Radical acceptance
Anh-Linh Ngo talking to Arno Brandlhuber about the meaning of materiality in architecture and design
Anh-Linh Ngo: You planned the building communication concept for the Antivilla in Krampnitz together with Siedle. What were the predominant issues which arose in connection with the project?

Arno Brandlhuber: The special aspect here is the fact that the character of the building is not clearly defined and that it transitions between a producing location and a holiday home. We were faced with the question of whether or not we even need a classical separation between inside and outside. Does the Antivilla have a threshold at all which you can operate using an intercom system?

ALN: What was your answer to this question?

AB: As the Antivilla is only partially occupied, we plan to connect the building communication to our office in Brunnenstraße in central Berlin. There will also be an interface to the smartphone, which means we can operate the communication system on the move, from any location. For this all we need is the relevant app.

ALN: If design is communicated today predominantly through surfaces or rather by means of interfaces, how do you as a designer approach the issue of classical product design?

AB: We took the concept of radical acceptance of what exists, and also applied it to the product design. Instead of introducing a new material surface for the intercom, we decided to emulate the existing GDR rendering on the facade. To do this, we took a silicon impression of the facade and produced it as an aluminium casting. We investigated the history of Siedle and suggested a casting technique which would build a link back to the company's craftsmanship heritage, which began in the 18th Century when Siedle produced cast bells for clock manufacturers. The unanodized cast aluminium not only has a similar feel and surface structure to the grey, rough rendered substrate, it also introduces an idea of temporality to what is otherwise a technical device designed to be flawlessly perfect. The material weathers and changes as a result of use. We also planned to introduce this same sense of temporality to the window frames, which are also made of unanodized aluminium. As a result, there is a direct correlation on the material level to the overall conception of the building.

ALN: How does this decision affect the technical implementation? Surely, the not so very banal question of how to integrate a letterbox slit or a camera into this uneven surface must have arisen?

AB: To address this, Siedle developed an ingenious detail which further develops the mimicry theme with a pictorial twist. As the camera is not masked by clear contours, the picture excerpt that is created is similar to that seen from the large rough-hewn window openings we knocked into the facade of the Antivilla. Here, the same theme has been consistently pursued on a different scale. But for me, interacting with Siedle was also particularly interesting in terms of the company's own internal communication about quality. After all, we were not aiming to produce the Siedle products in their customary highly processed and perfect surface finish, but to create a deliberately imperfect look. This individual concept of quality calls for quite different craftsmanship and technical material skills, which Siedle would be able to implement in its own internal Manufacture department.

ALN: If we could now just zoom out again and look at the project as a whole, my question is about the role that material plays in general terms in your work?

AB: The way I approach this issue is to leave away all image-forming surfaces. Because given today's countless layers, the thing that we perceive as the outer covering, the materiality of the architecture, is fundamentally nothing more than a pictorial effect. It no longer has anything to do with the actual structure. I try to leave away the material over the material, with the aim in the best case scenario of leaving just the raw material, and it is this I need for the architectural performance. Even if the result is something approaching brutalism, there is a significant difference, which is that I am no longer linking in any moral argument. So for me it is not about material honesty or any thing of that type, but to a certain extent about the material as a pure state of aggregation. Translated into architectural terms, this can be interpreted as usage scenarios the material creates: For instance, does it permit you to look through, does it link spaces, does it allow social interaction?

ALN: This approach could be dubbed New Realism in Architecture. Because New Realism as a philosophical direction also emphasizes the performance or perhaps more aptly put, affordance of the material. The role of the material is no longer to represent an idea or to subjugate itself to a concept. Instead, its ability to create realities and provoke actions is brought to the fore. Against this backdrop, in methodological terms, by advocating radical acceptance of the existing you are doing nothing other than evaluating what you find in terms of its affordance, in the bid to find linkage points for continued working within the context of material physics and construction law.

AB: From my viewpoint, behind New Realism is also the insight that we are no longer in a position to control every aspect of the world. The design sovereignty which was the driving force behind the modern age and which still prevails in design today cannot continue to be maintained given the headlong pace of change in the world which confronts us today. This form of world mediation through design is giving way increasingly to issues of service performance. This is not an easy attitude to swallow for designers. But it does move us forward in as far as it frees us from the misconception that we can control the world through the design of surfaces.

Interviewing the architect was Anh-Linh Ngo, editor of the international architecture magazine ARCH+.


▸ **EXERCISE GOAL**
Output the entries below exactly as written, omitting pictures.

+ + + +

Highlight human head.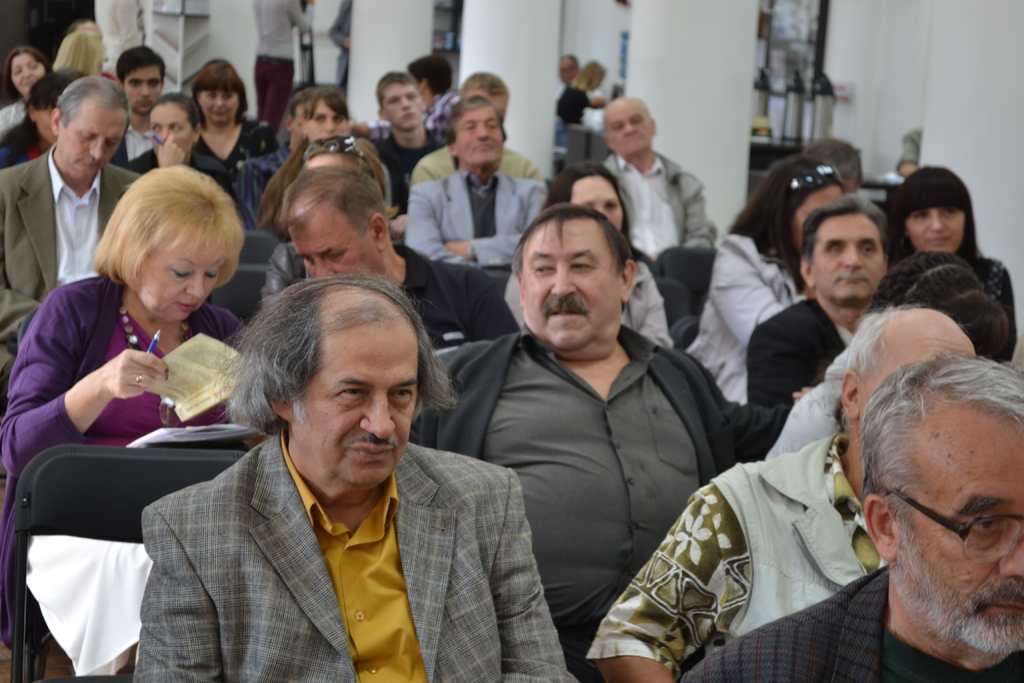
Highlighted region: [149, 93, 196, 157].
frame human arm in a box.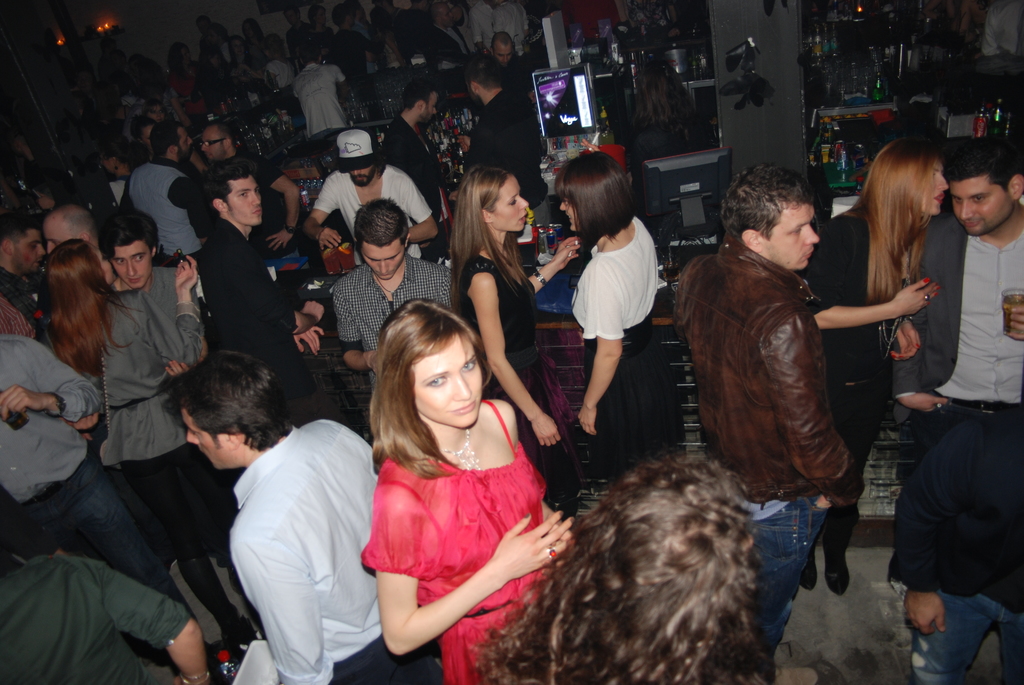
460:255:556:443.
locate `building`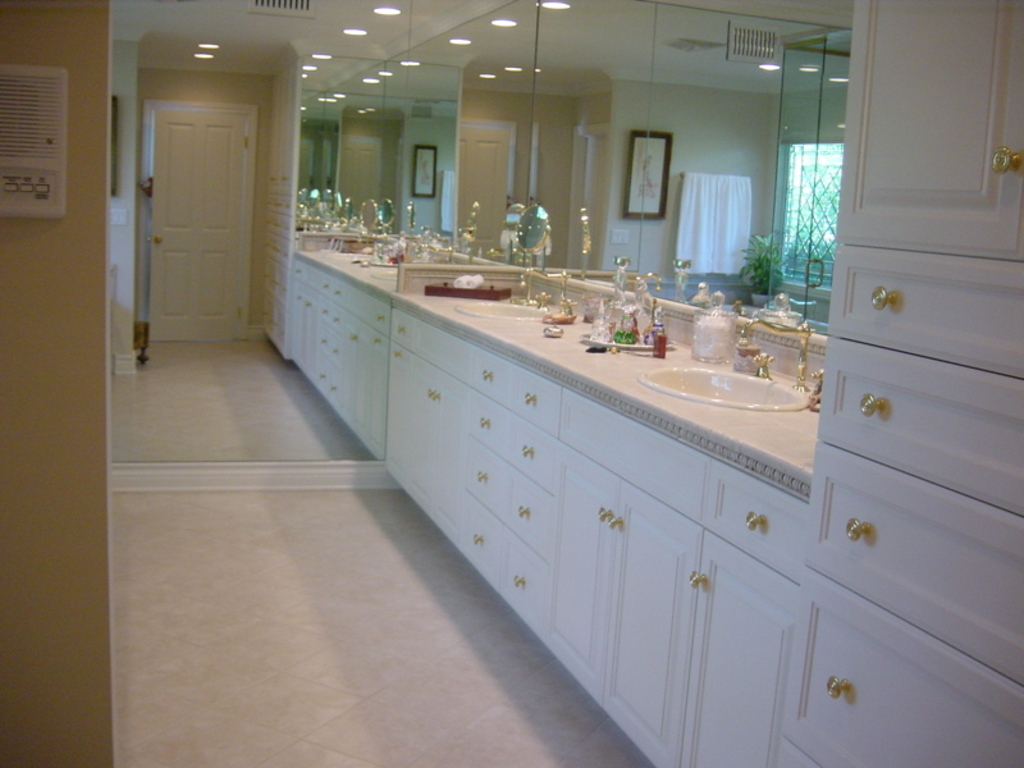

+ + + +

▸ **RESULT OF THE EXERCISE**
Highlight human head.
Highlighted region: [149, 93, 196, 157].
frame human arm in a box.
460:255:556:443.
locate `building`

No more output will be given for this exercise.